Like other Washington County moms, Erika Robinson of Jonesport packed her two sons off to see the NYU dentists. And if her daughter hadn't contracted a cold, she would have brought her too. Robinson says it's hard for many parents in the county to even enter into a working agreement with some area dentists.

"No one does like payment plans. There's very few sliding scale fees, and even those are really expensive sometimes," Robinson says. "So this is a really great opportunity to get the kids looked at — even for yourself."

The NYU dental students have experience working in a number of other countries where dental services are scarce and poverty rates are high. In that respect, dentist Magdalene Concha says Washington County is similar to rural areas near her hometown of Santiago, Chile, especially when it comes to the centralization of professional services in large cities.

"It is interesting to see that, even though I'm from Chile very far away from here, we face some things that are in common," Concha said. "Everything is centralized in the big cities there and all the rural areas are out of resources."

Concha and Dr.
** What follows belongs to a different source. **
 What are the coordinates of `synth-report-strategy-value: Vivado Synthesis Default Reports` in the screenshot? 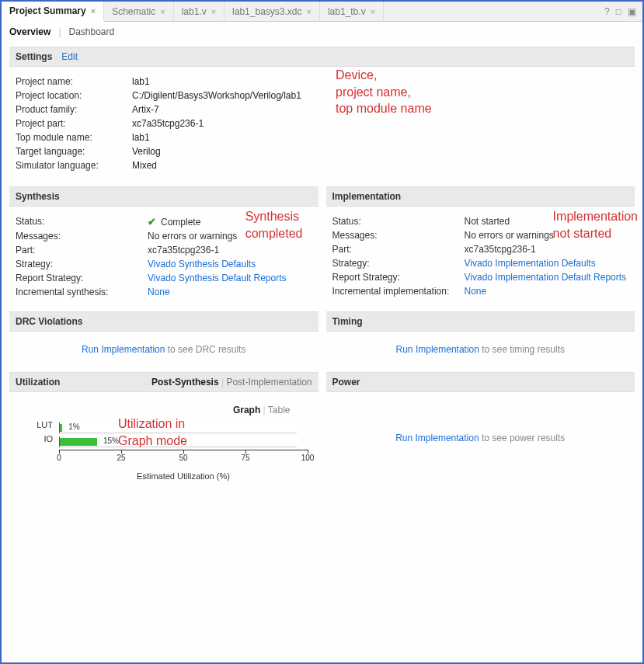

Stuart Hirsch, vice-dean of international initiatives for the NYU College of Dentistry, consult over a patient who will require some fillings. Later, Hirsch says he has enjoyed bringing accessible dental health care to Washington County, but he continues to worry about the availability of dental services in one of the state's poorest and remote regions.

"It's not exactly a place that dentists flock to," Hirsch said. "It's financial issues that exist. And the number of people who can afford to have care at private dentists that don't accept Medicaid is a limited number."

According to the America's Health Rankings group, Maine's rate of a little more than 50 dentists per 100,000 residents in 2018 lags behind the national average of 61 dentists per 100,000.